Red tide, blue-green algae and a growing population can all harm the waterways that Adam Botana’s business depends on. But the vice president of Bay Water Boat Club isn’t waiting for others to help improve this environment. Instead he is at the helm of plans to take care of the back bays of Bonita Springs and Estero.

Morgan Hornsby
Adam Botana and his father Omar at is the Bay Water Boat Rentals.
Adam recently donated $12,000 to pay for signs that will mark seagrass beds in Estero Bay as zones where no boats with engines can travel. The state had designated these zones for no motors many years ago, but never funded the signage. The Tamiami Sportsman’s Coalition, a group of six local boat captains, held fundraisers to help, but never attained enough money.
“Tamiami Sportsman brought it to our attention that these permits are out there; they just need to be funded,” Adam says. “The Keys have a no motor zone by their seagrass. I don’t understand why we don’t have it. We’ve got to protect our areas. We just decided it would be a good thing for us to do. It is a good thing for the waterway. We have to protect what is left.”
Billy Norris, one of the founders of Tamiami Sportsman, is grateful for Adam’s help.
“It’s huge because it is difficult to raise money,” Billy says. “By next season these grass beds will be protected. It’s pretty awesome.”
That is just the beginning of Adam’s quest to protect the back bays. In January he started free weekly educational tours of the local waterways in south Lee County. Anyone can take the free one-and-a-half-hour tour where Adam explains not only boating safety in these shallow areas, but how to protect the ecology.
“It takes 10 to 15 years for that grass to regrow,” Adam says on a recent tour as he stops by a seagrass bed to educate those on board. “That is what we want to protect. If you cast a net, you will see how much is in that grass. There are baby sea horses, little grouper, starfish. This is where all the baby fish start. There is so much in there. It is mind-boggling. That is why we want to protect this.”
Adam hopes more people will attend these Friday morning free tours that he plans to do year-round.
“We invite anybody who wants to go out there and get familiar with the waterways,” he says. “We call it the local knowledge. A lot of times we go out there and I see people cutting across the bay, and they think they are in Lake Michigan or Lake Geneva. They are used to 80 feet of water.”
Outside the channels, the water can be just inches deep. Those on the recent tour saw egrets and herons walking in the middle of the bay.
“We were just trying to help people figure out where to go,” he says of the tours. “It doesn’t cost us much. It just takes a little bit of our time.”
During the recent outing, Adam purposely left the channel and bumped bottom in a few inches of water.
“If you get stuck, don’t power through it,” he says as he demonstrates the best way to get off a sandbar. “This is a park. You need to treat it that way.”
Adam was recently appointed by the governor to the Florida Boating Advisory Council. He is one of 18 people around the state who work with the Florida Fish and Wildlife Conservation Commission and the Department of Economic Opportunity regarding issues that affect the boating community.
“We go up there and discuss our big concerns,” Adam says.
Adam has also helped the fun side of boating. When the Bonita Springs Area Chamber of Commerce decided to stop running the annual boat parade on the Imperial River, Adam stepped in. When he took over in 2008, he was put at the forefront of a parade that had dwindled to about six boats the previous year.
“That was horrible,” Adam says. “I thought ‘We can do it,’ and it just kind of grew. Like anything else here at Bay Water, we push it to the extreme. We put some money in the pot and added some new themes and new ideas, and we put money into decorating our boats.”
Since then the parade has grown in participation each year and had more than 40 boats in the event last December.
“We are building it back up,” Adam says. “We are one of the biggest in Southwest Florida now. We are going to keep growing the best we can. We look forward to it every year. Anything we can do to help people in the water and bring attention to the water is a big thing.”
Adam was born in Naples and raised in Bonita Springs. He and his brother Derrick and their parents, Omar and Sherry Botana, began Bay Water Boat Rentals 14 years ago. They started Bay Water Boat Club 12 years ago. The club now has 397 members and 41 vessels, and there are an additional 15 rental boats.
With being so water-dependent, Adam says red tide did hurt his business this past year.
“We are down 20 percent on new membership sales,” he says. “Rentals slowed down in the summer and in the winter came back. But for the big investment, people are scared to put down the money for a boat or a membership. Red tide is a natural occurrence. It’s nature. It bounces back.”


--- WORK REQUIRED ---
Pictures aside, repeat every entry exactly.

--- Dataset records ---
____________

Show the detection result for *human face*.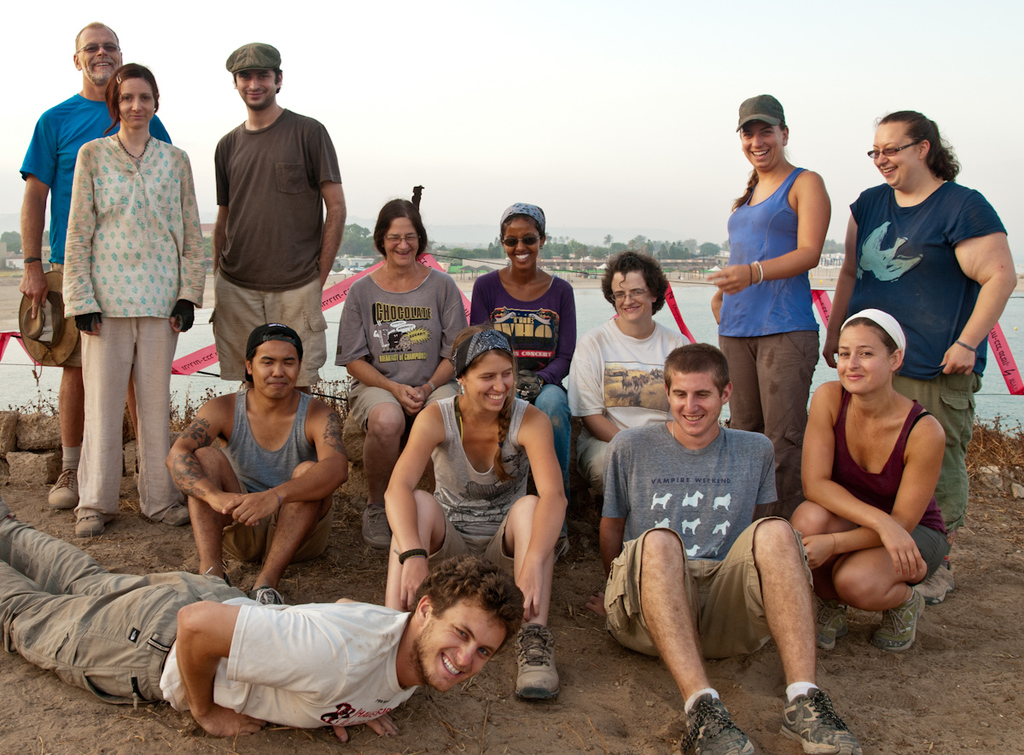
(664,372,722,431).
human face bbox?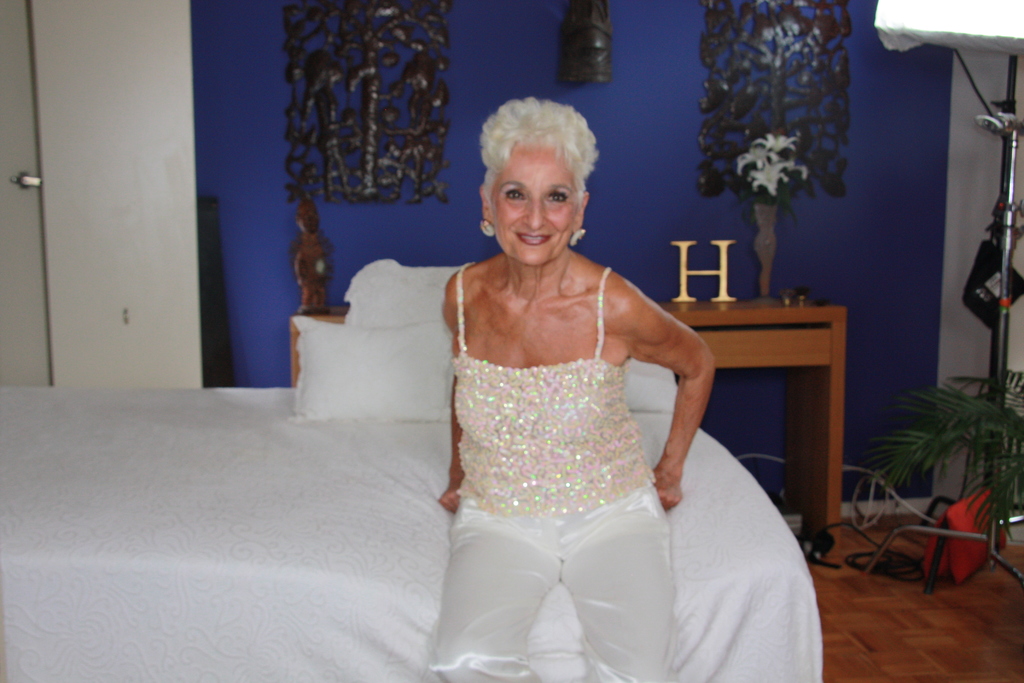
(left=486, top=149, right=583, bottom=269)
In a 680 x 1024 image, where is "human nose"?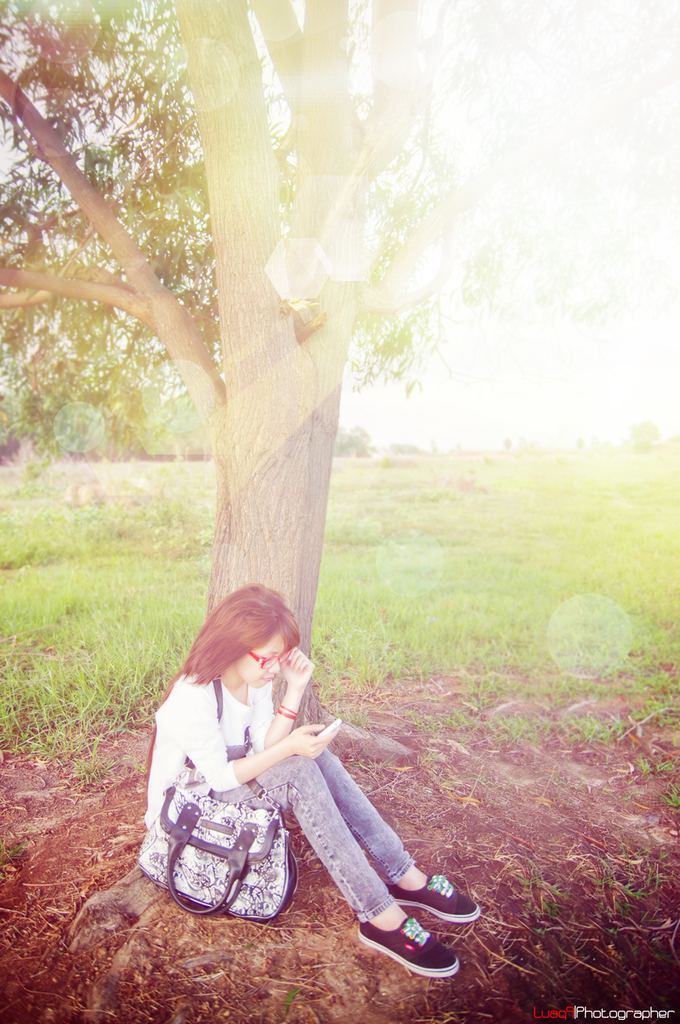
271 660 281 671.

____________

--- REPLY ---
Show the detection result for *human face*.
(664,372,722,431).
human face bbox?
(left=486, top=149, right=583, bottom=269)
In a 680 x 1024 image, where is "human nose"?
271 660 281 671.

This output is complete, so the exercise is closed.